South Florida Sun-Sentinel

Voting fixes: New machines and a `none of the above' button

by Michael Mayo

Published December 5, 2006 Sun-Sentinel

The latest election went relatively smoothly in South Florida, but a close U.S. House race in Sarasota shows that we need two fixes for our flawed electronic touch-screen machines.

First, add a "none of the above" option to every race on electronic ballots.

Second, ditch the touch-screen machines entirely.

"I think you're going to start seeing a push toward opti-scan machines," said Broward County Commissioner John Rodstrom.

Now that a federal research agency has issued a draft report concluding that paperless machines, including the ones used in Broward and Miami-Dade counties, "cannot be made secure," the push should become a stampede.

It's going to be a tough bill for Broward County officials and taxpayers to swallow, junking 6,000 Election Systems & Software iVotronic machines after only four years and admitting a $23 million mistake. But common sense and voter confidence dictate a return to a paper-based voting system by the 2008 presidential election.

"Out of what's available, I'd prefer opti-scan," Broward Elections Supervisor Brenda Snipes said Monday.

With optical scan ballots, voters mark their choices and feed the sheet through tabulators at the precinct to make sure every race is properly marked. Ballots with no votes or too many votes in a given race can be detected and corrected on the spot. The best part: Paper ballots mean you can actually count something in a recount.

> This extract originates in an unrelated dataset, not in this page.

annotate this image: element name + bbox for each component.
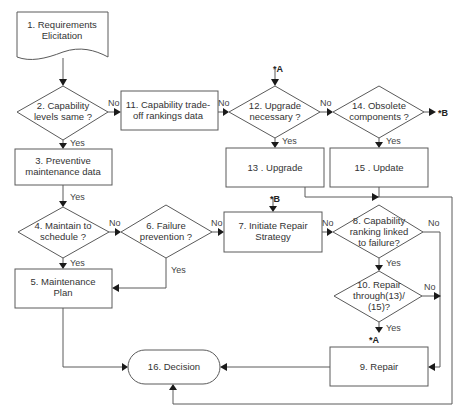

For a while, the prospect of adding expensive printers to touch-screen machines sounded good. But that just might be throwing good money after bad.

Better to start over.

Snipes said her office has begun researching the costs of an optical-scan system. The County Commission controls spending and has final say over which voting system will be used.

Snipes has one reservation about a switch to opti-scan: early voting. She said an electronic system is better for the unwieldy number of different ballot styles needed at early voting sites. She said she might propose a "blended system" of opti-scan for Election Day precincts and touch-screen machines at early voting sites. That still leaves the issue of a paper trail for the early votes.

The draft report released last week by the National Institute of Standards and Technology, a non-partisan federal agency that advises the U.S. Election Assistance Commission, stated the obvious: Having no paper trail on touch-screen machines erodes public confidence and leaves questions about security.

No paper trail makes things tricky when you have a close race that requires a recount. That's the situation in Florida's 13th Congressional District, where Republican Vern Buchanan beat Democrat Christine Jennings by 369 votes out of 237,000 cast.

Making things trickier: the high number of blank votes on electronic machines.

That was a big problem this year in Sarasota County, which uses the same iVotronic machines as Broward and Miami-Dade; there were 18,380 ballots that came up blank in the Buchanan-Jennings race. The abstention rate of 18 percent in that race in Sarasota was far higher than other major races.

It's impossible to say if the undervotes were caused by a bad ballot design that allowed voters to miss the race, a deliberate snub by voters disgusted with a negative campaign or a computer bug that swallowed votes and sent them into a digital black hole.

Undervotes have always been a part of elections, with some people not voting every race and issue. But some seem out of whack on these machines. Of 411,489 ballots cast in Broward last month, there were only 3,627 undervotes for governor (0.8 percent), but 35,743 (8.6 percent) for state attorney general and 40,168 (9.7 percent) for chief financial officer.

As long as electronic machines are in use, there's an easy fix. Simply add "none of the above/abstain" to every race, and program the machines to prohibit undervotes.

"Excellent idea," Snipes said. "It sounds like a viable option."

That is, until the better option is embraced. Opti-scan would be optimal.